In her letter, Mary Tape wrote that Mr. Moulder had a grudge against her 8-year-old daughter and that Maime would never attend any of his Chinese schools. The letter wrote, “I will let the world see sir what justice there is when it is govern by the race prejudice men! Just because she don’t dress like you because she does. Just because she is descended of Chinese parents: I guess she is more of a American a good many of you that is going to prevent her being educated.”

  • “My children don’t dress like the other Chinese. They look just as phunny among them as the Chinese dress in Chinese look amongst you Caucasians”

    “It seems no matter how a Chinese may live and dress so long as you know they Chinese. Then they are hated as one. There is not any right or justice for them”

    “I will let the world see sir what justice there is when it is govern by the race prejudice men! Just because she don’t dress like you because she does. Just because she is descended of Chinese parents: I guess she is more of a American a good many of you that is going to prevent her being educated”

    “Is it a disgrace to be Born a Chinese?
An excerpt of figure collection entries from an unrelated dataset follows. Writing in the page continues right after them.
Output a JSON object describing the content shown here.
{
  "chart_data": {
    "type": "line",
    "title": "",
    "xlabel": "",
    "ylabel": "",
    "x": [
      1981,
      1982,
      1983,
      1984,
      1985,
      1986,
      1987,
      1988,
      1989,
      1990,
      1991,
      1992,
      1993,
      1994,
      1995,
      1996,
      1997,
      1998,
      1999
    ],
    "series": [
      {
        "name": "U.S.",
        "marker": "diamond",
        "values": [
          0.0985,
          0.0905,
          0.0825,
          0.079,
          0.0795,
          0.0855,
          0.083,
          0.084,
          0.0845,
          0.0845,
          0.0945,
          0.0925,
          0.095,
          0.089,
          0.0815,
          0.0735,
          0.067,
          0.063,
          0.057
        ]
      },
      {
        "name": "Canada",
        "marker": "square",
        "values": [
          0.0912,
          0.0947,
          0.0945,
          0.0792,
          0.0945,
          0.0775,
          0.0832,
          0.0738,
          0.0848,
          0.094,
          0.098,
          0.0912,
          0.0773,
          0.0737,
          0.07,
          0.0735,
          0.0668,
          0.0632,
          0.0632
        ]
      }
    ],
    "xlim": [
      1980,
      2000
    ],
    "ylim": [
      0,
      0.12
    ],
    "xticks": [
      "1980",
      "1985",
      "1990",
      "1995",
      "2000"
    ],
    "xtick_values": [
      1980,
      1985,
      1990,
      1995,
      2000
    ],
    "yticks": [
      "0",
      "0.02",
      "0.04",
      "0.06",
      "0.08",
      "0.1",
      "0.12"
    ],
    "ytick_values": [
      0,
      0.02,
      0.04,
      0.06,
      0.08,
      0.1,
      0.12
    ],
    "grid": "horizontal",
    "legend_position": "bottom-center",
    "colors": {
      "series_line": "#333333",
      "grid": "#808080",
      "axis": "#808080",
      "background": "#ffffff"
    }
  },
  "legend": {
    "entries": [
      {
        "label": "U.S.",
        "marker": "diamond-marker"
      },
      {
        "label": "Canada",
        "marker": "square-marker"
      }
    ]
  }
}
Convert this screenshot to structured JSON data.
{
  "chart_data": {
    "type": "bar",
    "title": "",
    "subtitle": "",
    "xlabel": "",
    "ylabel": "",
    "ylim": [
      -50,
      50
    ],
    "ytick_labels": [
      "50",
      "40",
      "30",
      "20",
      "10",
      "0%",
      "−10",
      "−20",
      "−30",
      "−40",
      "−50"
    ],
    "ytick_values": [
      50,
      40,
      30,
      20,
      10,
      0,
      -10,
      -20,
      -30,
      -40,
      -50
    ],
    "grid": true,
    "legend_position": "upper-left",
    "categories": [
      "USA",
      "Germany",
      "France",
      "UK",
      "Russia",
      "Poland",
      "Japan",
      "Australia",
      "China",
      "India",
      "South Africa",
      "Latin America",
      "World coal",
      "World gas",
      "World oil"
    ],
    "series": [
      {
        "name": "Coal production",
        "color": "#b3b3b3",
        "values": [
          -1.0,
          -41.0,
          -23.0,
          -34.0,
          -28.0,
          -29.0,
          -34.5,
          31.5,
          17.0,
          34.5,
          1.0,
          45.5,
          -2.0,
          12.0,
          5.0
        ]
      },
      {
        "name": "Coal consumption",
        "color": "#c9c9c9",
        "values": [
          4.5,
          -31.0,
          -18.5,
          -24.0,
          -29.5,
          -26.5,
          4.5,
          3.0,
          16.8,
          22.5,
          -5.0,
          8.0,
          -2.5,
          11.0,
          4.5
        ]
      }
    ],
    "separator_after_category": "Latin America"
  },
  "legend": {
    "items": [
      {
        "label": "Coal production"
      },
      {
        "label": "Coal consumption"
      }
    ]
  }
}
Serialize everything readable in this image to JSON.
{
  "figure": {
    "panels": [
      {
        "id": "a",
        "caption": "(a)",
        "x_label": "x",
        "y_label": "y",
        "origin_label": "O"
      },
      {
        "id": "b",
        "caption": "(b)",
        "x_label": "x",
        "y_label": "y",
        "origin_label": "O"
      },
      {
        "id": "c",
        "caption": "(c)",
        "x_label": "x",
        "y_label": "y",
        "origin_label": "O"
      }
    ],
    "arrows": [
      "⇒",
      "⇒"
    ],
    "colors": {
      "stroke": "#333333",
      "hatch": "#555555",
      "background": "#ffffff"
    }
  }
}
Didn’t God make us all!!!”

    “Do you call it a Christian act to compel my little children to go so far to a school that is made in purpose for them”

    “You told [my husband] it wasn’t Maime Tape you object to. If it were not Maime Tape you object to, why didn’t you let her attend the school nearest her home? Instead of first making one pretense then another pretense of some kind to keep her out?”

    “Maime Tape will never attend any of the Chinse schools of your making! Never !!!”

Aftermath

On April 13, 1885, Maime and her younger brother Frank were the first students to attend the Chinese Primary School when it opened in Chinatown despite Mary stating they would never attend a Chinese segregated school. Maime Tape never was admitted into the Spring Valley Primary School, but Chinese children began increasingly attending white schools in San Francisco after the Tape v. Hurley case.

Later…

Gong Lum V. Rice (1927)

On November 21, 1927, the Supreme Court ruled that a Mississippi school board had not violated the Fourteenth Amendment’s equal protection clause when Rosedale Consolidated School prevented Gong Lum’s daughter, Marta, a native-born US citizen of Chinese descent, from attending a white high school.

Brown V. Board of Education (1954)

On May 19, 1954, the US Supreme Court ruled Brown vs. Board of Education, stating segregated schools were unconstitutional–in violation of the Fourteenth Amendment.